76mel
76mel

Reputation: 4043

WCF Self hosting on the client? Good or Bad

Am wondering if anybody has tried this a technique to get events to the client from the server side. I have an environment that uses Unix based servers and so can't use WCF duplex / callbacks etc.

The idea being that my clients are windows boxes running a thick .net app would spin up a WCF self host and register their self host URL on the server for that session. They would have a very simple contract and the server would when it has an update call out the client server telling it that an Update is waiting on the server for it and the client would then get it etc.

I still trying to get my head round WCF so not sure if this is a good way to go, are there any security implications I should worry about ? are there ways to get the Duplex calls to work across platform.

I have done something similar before using sockets or maybe a cross platform message queue would be a better way to go on this anyhow.

Thanks

76mel

Upvotes: 5

Views: 1398

Answers (3)

Jonathan van de Veen
Jonathan van de Veen

Reputation: 1026

Another way of getting similar results could be to have the client poll. This does depend strongly on what requirements are there. If you need a near real time update, this obviously doesn't work as you would have to have way to many polls to do this, but if it's ok to take a minute or more to get updates to the client, polling might just be the answer.

Upvotes: 1

dthrasher
dthrasher

Reputation: 41812

We use self-hosted WCF for a similar scenario. We also wanted to avoid making our client application dependent on IIS, to prevent both licensing and deployment hassles.

It works fairly well for us, though WCF might be overkill for what you need. Since you're using HTTP, you could create a simple web service built directly on Http.sys.

Upvotes: 1

Tad Donaghe
Tad Donaghe

Reputation: 6588

At the very least, that sounds like it ought to work, though I'd guess you could host in IIS as well since the *nix servers could then just make a web call, right? I'm not sure what self-hosting would gain you, though it should work fine, but might be a bit more of a pain in the neck to configure, etc.

Please update here whenever you've made a decision because it sounds like an interesting challenge and some of us would like to see how you make out.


— What you will do —
The pictures in the data below are to be omitted; all else must be duplicated exactly.

#### Entries supplied ####

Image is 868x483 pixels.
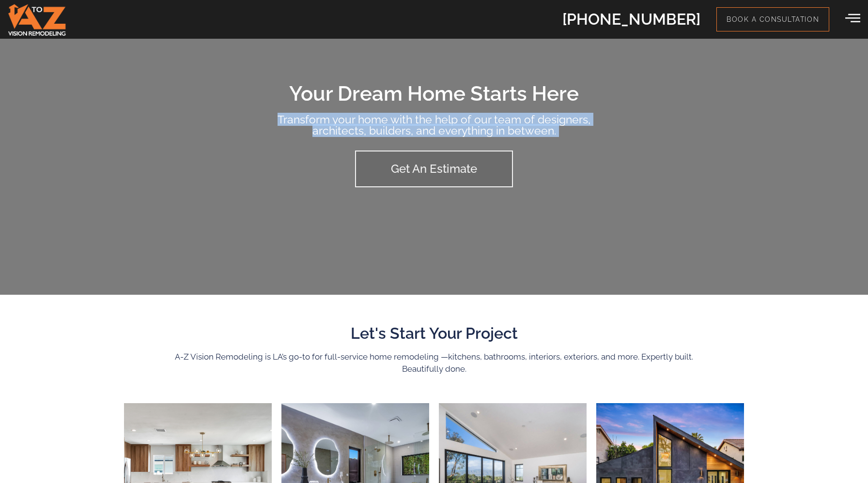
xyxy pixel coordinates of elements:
h2: A-Z Vision Remodeling is LA’s go-to for full-service home remodeling —kitchens, bathrooms, interi... [158,351,710,376]
a: Book a Consultation [716,7,829,32]
a: Get An Estimate [355,151,513,188]
h1: Your Dream Home Starts Here [266,84,602,104]
span: Book a Consultation [726,15,819,23]
span: Get An Estimate [391,163,477,175]
h2: [PHONE_NUMBER] [563,12,701,27]
h2: Transform your home with the help of our team of designers, architects, builders, and everything ... [266,114,602,136]
h2: Let's Start Your Project [158,326,710,341]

####

— Answer —
Image is 868x483 pixels.
xyxy pixel coordinates of elements:
h2: A-Z Vision Remodeling is LA’s go-to for full-service home remodeling —kitchens, bathrooms, interi... [158,351,710,376]
a: Book a Consultation [716,7,829,32]
a: Get An Estimate [355,151,513,188]
h1: Your Dream Home Starts Here [266,84,602,104]
span: Book a Consultation [726,15,819,23]
span: Get An Estimate [391,163,477,175]
h2: [PHONE_NUMBER] [563,12,701,27]
h2: Transform your home with the help of our team of designers, architects, builders, and everything ... [266,114,602,136]
h2: Let's Start Your Project [158,326,710,341]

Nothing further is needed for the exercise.